As of April 2009, Italian artists have filled the cracks, replaced broken plaster, removed graffiti and restored some of the paint's blackness.
[2] As can be seen from the photograph taken in the sixties, while the mural was still largely intact, it originally depicted Brill's memories of home, as well as the horrors of war.
From left to right images of a boxer overlay a newspaper, beneath which money and piles of skulls, are followed by grasping hands reaching up to repeated and overlaid images of apparently naked women, whose facial features change subtely.
The image continues to unfold, on the other side of what appears to be a curtain separating the two sides of the mural, with pages of music, a grand piano and a table laid for a sumptuous meal (many knives and forks), under which are fitted a number of books, which according to Lydia Pappas[3] represent the works of Charles Dickens From left to right: A Tale of Two Cities; Barnaby Rudge; David Copperfield; The Old Curiosity Shop and The Pickwick Papers.
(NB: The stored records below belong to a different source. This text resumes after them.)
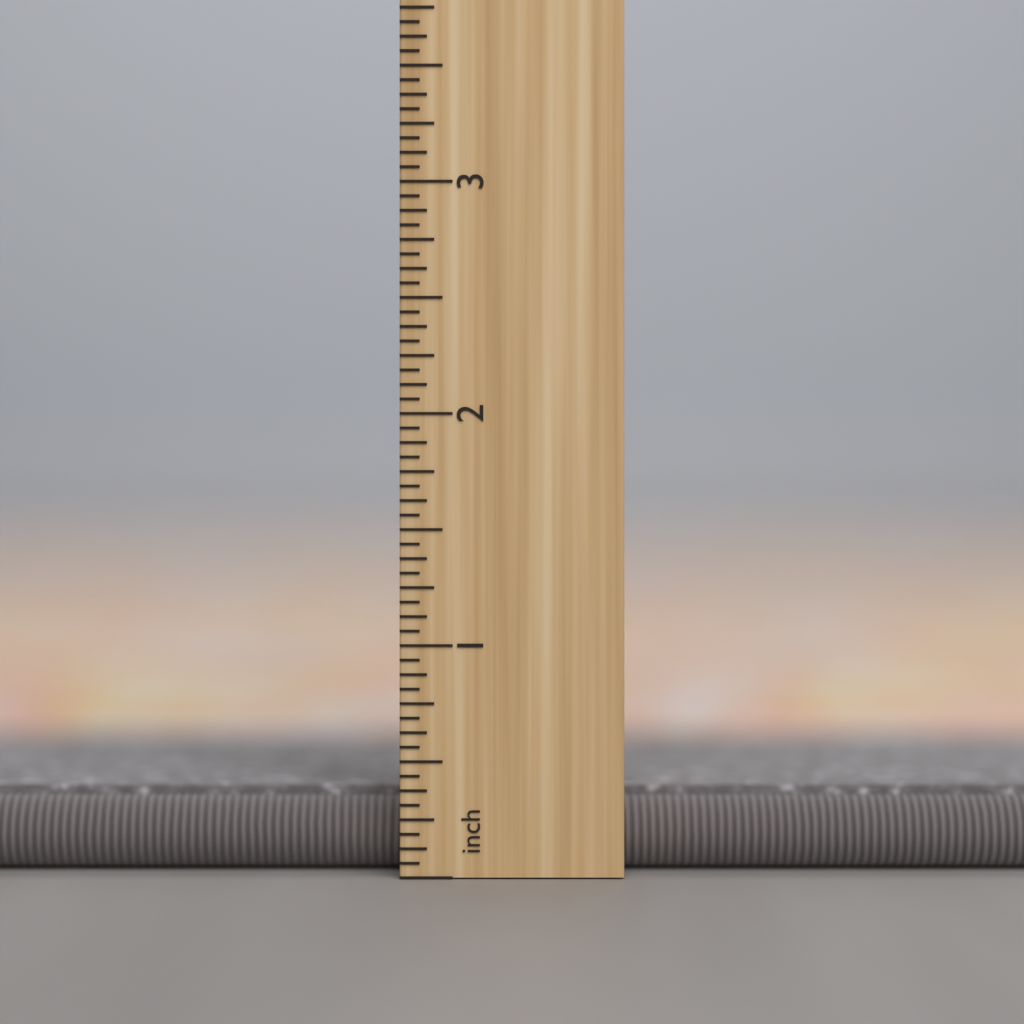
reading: 0.3750 inch
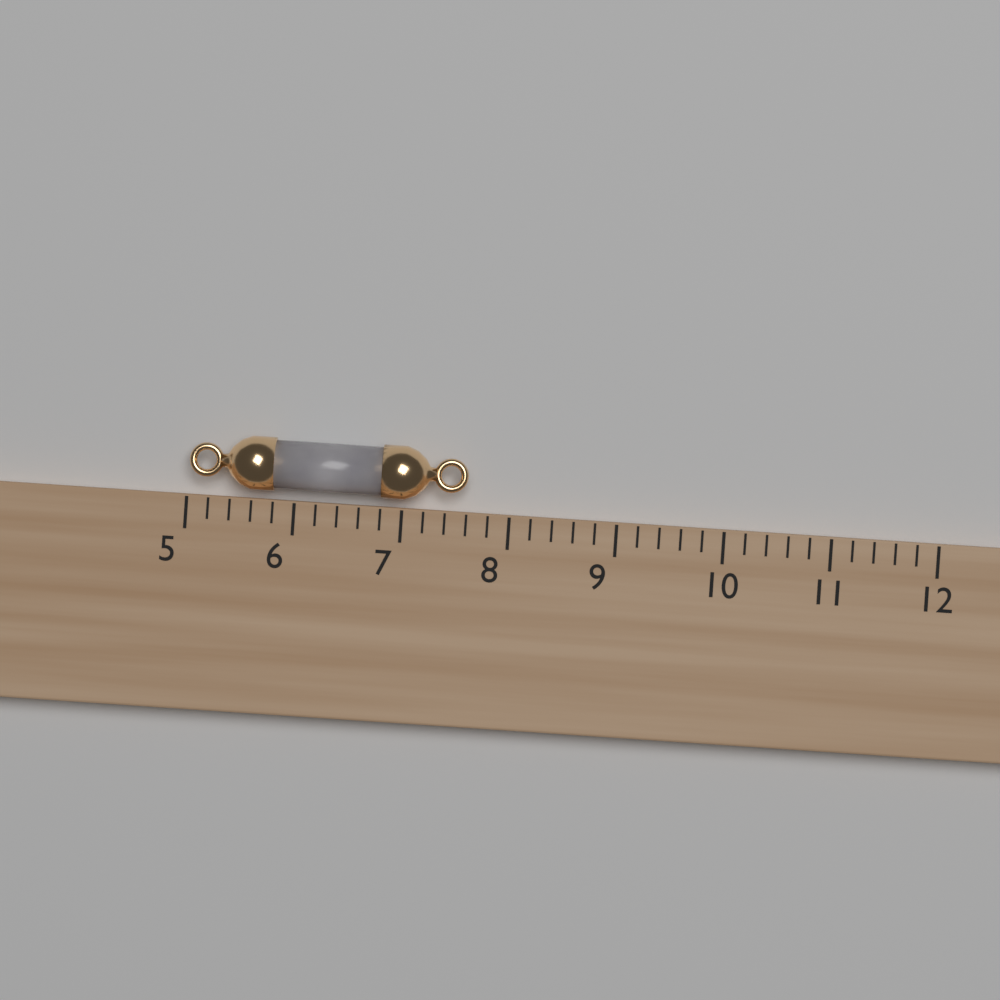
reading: 7.6 (no unit)
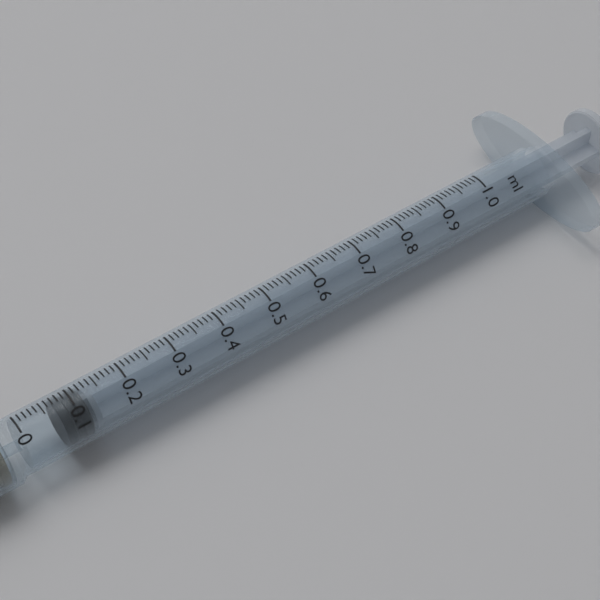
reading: 0.07 ml
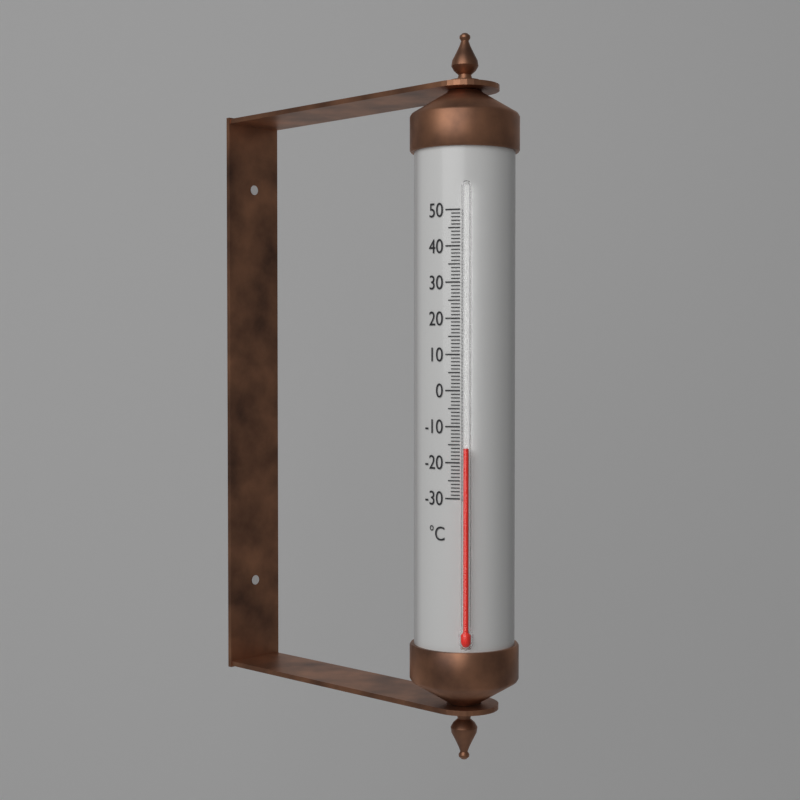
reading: -16 °C
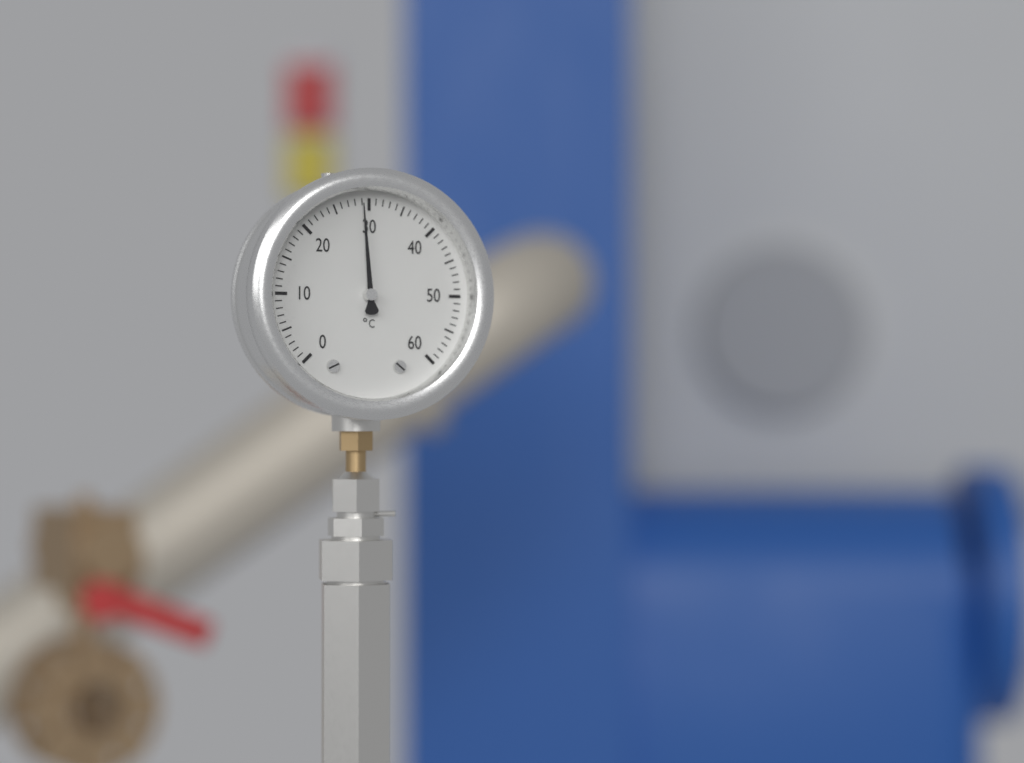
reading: 29 °C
The image flows on to a conductor with more music, followed by a number of men's faces watching three ballet dancers, who are dancing on a floor of musical notes, the mural ends with the image of a face looking out of a window high up in a brick wall at the top right hand corner of the mural, which has variously been suggested to be the artist himself, or a relative back in "blighty" awaiting his return.